There was a moment late in Saturday’s FA Cup final when Manchester City turned the Wembley pitch into the world’s biggest rondo. Ping. Tap. Dink. Tap. Ping. Donk. Watford did not touch the ball for almost three minutes as City strung together 76 passes. It brought to mind Leeds United’s 39-pass move against Southampton in 1972 during a 7-0 win, a rare voyage into the ethereal by Don Revie’s side, which was described by the giddy BBC commentator Barry Davies as “almost cruel”. Yet for City this was merely a routine act in an almost routine 6-0 victory.
It was both brutal and boring, the footballing equivalent of watching a matador slowly drawing blood from a calf. If ever a game illustrated the vast financial chasm between the rich and the rest, this was it. Much of football’s charm lies in its unpredictability: the notion that one team can not only buck the odds on any given Saturday, but that it happens more often than in other sports. Increasingly at the top level that seems like a tall tale told to the gullible.
At least English football can cling to the hope that next season’s Premier League will not be a procession given City will again face several rivals with deep pockets. Compare that with Germany, where Bayern Munich have just won their seventh consecutive Bundesliga title. Or Italy, where Juventus long ago notched up their eighth successive scudetto. And if you think next year Paris Saint-Germain will not again have Ligue 1 wrapped up by Easter I have some magic beans I would like to sell you.
The question is, does this matter to fans? Do they crave unpredictability of outcome as much as we assume? The jury is out, to say the very least. For all the talk about the gap between the best and the rest growing too wide, the evidence suggests that many TV viewers do not really care.
The respected academics Babatunde Buraimo and Rob Simmons have noted that until 2004 British TV viewers prized uncertainty in Premier League matches over everything else. However, since then, they argue, audiences have developed a preference for games involving high-level players most of all – and, crucially, that it does not matter how that talent is distributed across the two sides. In other words, more people would prefer to see a Manchester City – with their multiple superstars – facing a Watford than two teams with slightly less overall talent playing what should in theory be a closer game.
Buraimo’s and Simmons’ analysis, which was based on viewing figures for almost every Premier League game shown on TV between 2001 and 2008 as well as enormous amounts of other data, including each club’s wage bill, ends with an emphatic conclusion. “The classic notion of a pure sporting contest in which the outcome is unpredictable has been replaced with one in which the preference is for sporting entertainment delivered by superstars,” they wrote. “The unpredictability of the outcome no longer matters for television.”
More recently, academics who examined TV viewing figures for Serie A matches between 2008 and 2015 found a similar story in Italian football. Again an abundance of star players mattered more than uncertainty of outcome, with the authors pointing out that “the TV demand does not increase when the match outcome is predicted to be very close”.
The academics also dismiss suggestions that attempting to make Serie A more equal would increase TV audiences. “The results seem to suggest that both committed and uncommitted fans are not likely to demand more soccer in the presence of a greater competitive balance,” they wrote. “Therefore, the attempt to make the league more appealing through the introduction of mechanisms aimed to enhance or preserve the balance of each single game, like in the north American professional leagues, may be unsuccessful.”
So what might explain this change in attitudes? It might partly be generational. Buraimo tells me that he and his colleagues are working on modelling TV audiences for football by different groups (such as sex, age, and socio-economic status), to dig deeper. The early signs are that older viewers have a preference for uncertainty of outcome but for younger viewers unpredictability does not influence viewing behaviour.
It might also be the case that viewers are merely being rational. They know matches with the top six against weaker sides are likely to be dull but see this as an acceptable trade-off because games between City, Liverpool, Tottenham, Chelsea, Arsenal and Manchester United are often of such high quality.
By either token, those who gaze nostalgically back at the days when Norwich or Aston Villa or Newcastle could all realistically challenge for the title, or when some club’s owners were not being accused of sportswashing or other dubious practices, are whistling in the wind. And despite understandable fears about the way football is going, TV-rights packages are still selling for vast sums. That would not be happening if audiences were not lapping up the game.
Incredibly, a recent report by PricewaterhouseCoopers even suggested football – despite an already high base – has the second-biggest global-growth potential of any sport because of its “continued efforts to grow in less mature football markets”. That surely is telling us something. Football may be more unequal and predictable than ever. It may even, as my colleague Jonathan Wilson argues, be broken. Yet most people still can’t get enough of it.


» EXERCISE REQUIREMENTS
Transcribe exactly, please, the lines from the one containing "The width and" through the end of the records below, and leave out the pictures.

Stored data
-=-=-

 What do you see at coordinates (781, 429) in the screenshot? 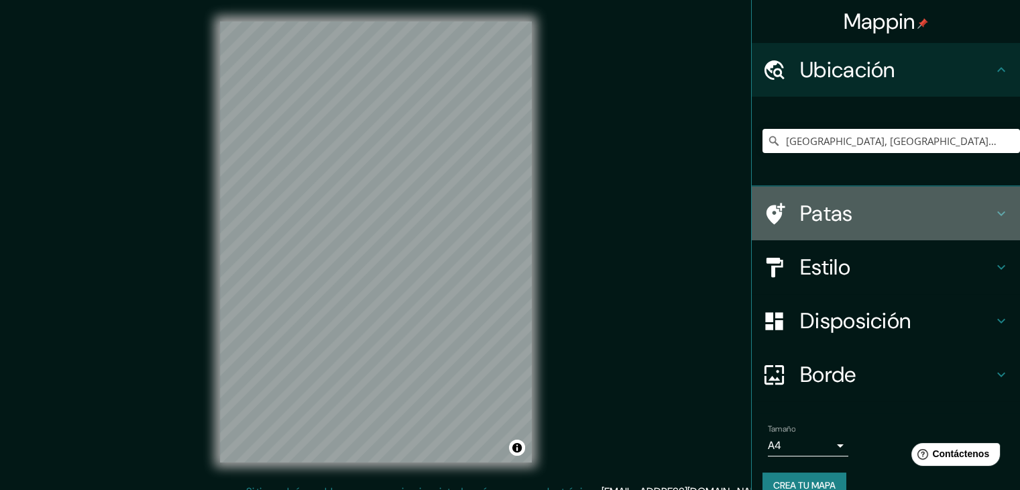
I see `font: Tamaño` at bounding box center [781, 429].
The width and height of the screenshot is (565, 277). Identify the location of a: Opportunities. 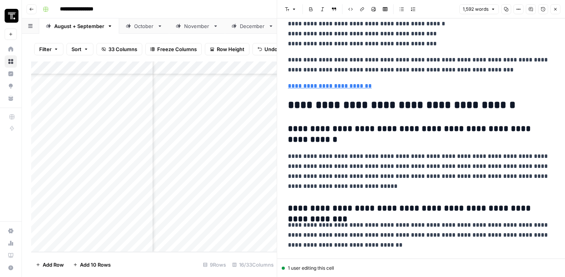
(11, 86).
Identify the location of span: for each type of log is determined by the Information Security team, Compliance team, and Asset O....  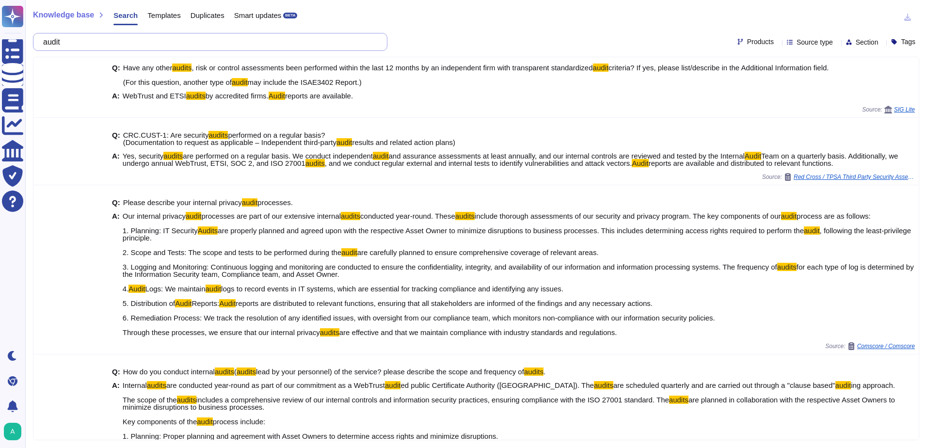
(518, 278).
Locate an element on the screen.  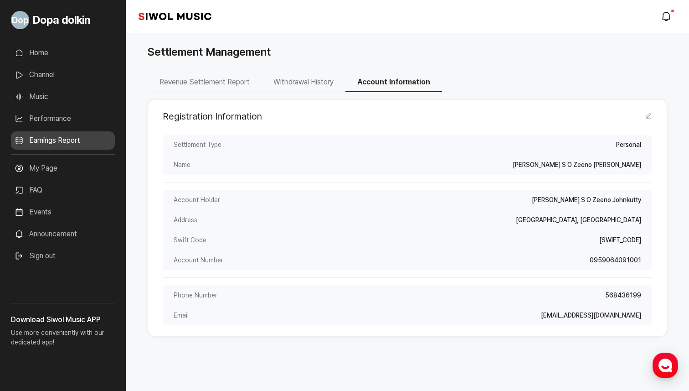
a: Withdrawal History is located at coordinates (304, 82).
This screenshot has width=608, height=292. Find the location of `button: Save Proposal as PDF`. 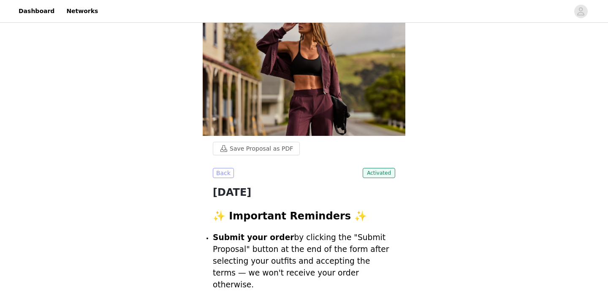

button: Save Proposal as PDF is located at coordinates (256, 149).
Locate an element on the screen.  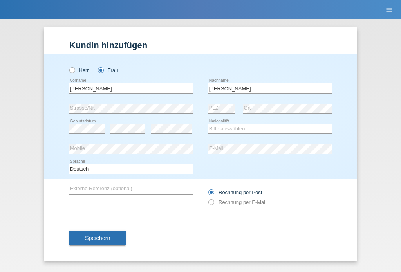
i: menu is located at coordinates (390, 10).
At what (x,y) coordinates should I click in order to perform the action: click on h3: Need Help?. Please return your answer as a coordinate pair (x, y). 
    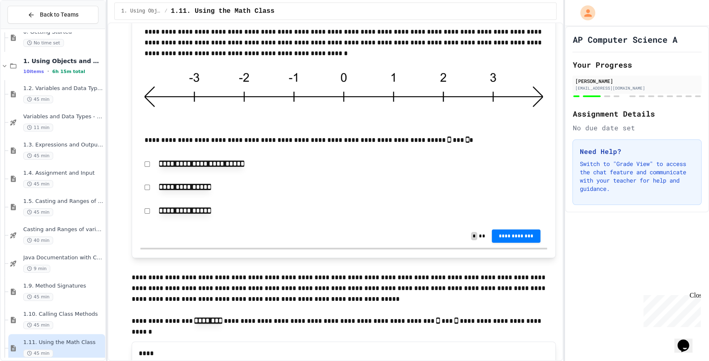
    Looking at the image, I should click on (637, 152).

-=-=-

» ANSWER BELOW
The width and height of the screenshot is (565, 277). Identify the location of a: Opportunities. 
(11, 86).
Identify the location of span: for each type of log is determined by the Information Security team, Compliance team, and Asset O....  
(518, 278).
Locate an element on the screen.  
a: Withdrawal History is located at coordinates (304, 82).
This screenshot has width=608, height=292. Find the location of `button: Save Proposal as PDF`. 

button: Save Proposal as PDF is located at coordinates (256, 149).
Locate an element on the screen.  
i: menu is located at coordinates (390, 10).
At what (x,y) coordinates should I click in order to perform the action: click on h3: Need Help?. Please return your answer as a coordinate pair (x, y). 
    Looking at the image, I should click on (637, 152).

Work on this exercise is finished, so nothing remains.